AI is still a nautanki
#300 2026

AI is still a nautanki

AI

Many AI researchers believe that today’s AI systems are still primitive, even though they appear impressive.

1. AI still does not truly understand the world

Modern AI systems are excellent at recognizing patterns in data. But they do not actually understand reality in the way humans do.

For example, large language models generate answers by predicting the next word in a sequence based on patterns learned from massive datasets. This approach can produce very convincing responses, but it does not necessarily involve deep comprehension.

Researchers sometimes describe this limitation as the difference between statistical correlation and causal understanding.

A cat doesn’t have to go to a school to learn how to catch a rat.

2. Reasoning ability is still limited

Although AI systems can perform some forms of reasoning, their logic can be inconsistent. They may solve complex problems in one moment and make basic mistakes in the next.

Reality is that we don’t exactly know how the human brain works

3. AI lacks real-world experience

Humans and animals learn about the world through physical interaction. They see, touch, move, and experiment.

Most current AI systems learn almost entirely from text, images, or digital data. They do not have a continuous stream of real-world experience.

It is training vs learning. As yet, we don’t know anything about ai that learns in its own. We are still training ai.

4. Energy efficiency and price performance are extremely poor

The human brain consumes roughly 20 watts of power, yet it performs astonishingly complex cognitive tasks.

Training a large AI model can require millions of times more energy. This indicates that current approaches are far from the efficiency of biological intelligence.

Without valuation dollars – ai is not financially viable.

5. Scientific breakthroughs may still be ahead

Many experts believe that the current generation of AI relies heavily on scaling existing techniques rather than discovering fundamentally new principles.

Future advances may come from deeper insights in areas such as:
• new neural architectures
• better reasoning frameworks
• improved learning methods
• integration with physical environments

The larger perspective

The field of Artificial Intelligence began formally in the 1950s, but progress has been uneven, with periods of excitement followed by so-called AI winters.

Today’s progress is real and significant, yet many scientists think it represents an early phase of a much longer technological evolution.

In that sense, what we are seeing today may resemble the early days of electricity or computing—important breakthroughs have occurred, but the full implications may take decades to unfold.

The interesting question now is not simply how powerful AI will become, but what new breakthrough ideas will be required to move beyond the limitations of current systems.

That is where sharp investors need to focus.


** WHAT YOU WILL DO **
Please set down all of the data below verbatim.

** GIVEN RECORDS **
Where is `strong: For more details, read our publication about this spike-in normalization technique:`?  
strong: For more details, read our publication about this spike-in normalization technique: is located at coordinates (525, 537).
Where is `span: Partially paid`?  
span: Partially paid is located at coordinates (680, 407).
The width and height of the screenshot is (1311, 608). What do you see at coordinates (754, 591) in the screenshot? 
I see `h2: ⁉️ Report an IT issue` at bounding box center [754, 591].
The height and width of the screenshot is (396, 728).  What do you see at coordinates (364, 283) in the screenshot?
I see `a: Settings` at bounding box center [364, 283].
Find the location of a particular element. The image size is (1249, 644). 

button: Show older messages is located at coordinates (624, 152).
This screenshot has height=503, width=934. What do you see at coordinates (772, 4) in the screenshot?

** ANSWER TO THE PROBLEM **
Where is `strong: For more details, read our publication about this spike-in normalization technique:`?  
strong: For more details, read our publication about this spike-in normalization technique: is located at coordinates (525, 537).
Where is `span: Partially paid`?  
span: Partially paid is located at coordinates (680, 407).
The width and height of the screenshot is (1311, 608). What do you see at coordinates (754, 591) in the screenshot? 
I see `h2: ⁉️ Report an IT issue` at bounding box center [754, 591].
The height and width of the screenshot is (396, 728).  What do you see at coordinates (364, 283) in the screenshot?
I see `a: Settings` at bounding box center [364, 283].
Find the location of a particular element. The image size is (1249, 644). 

button: Show older messages is located at coordinates (624, 152).
This screenshot has height=503, width=934. What do you see at coordinates (772, 4) in the screenshot?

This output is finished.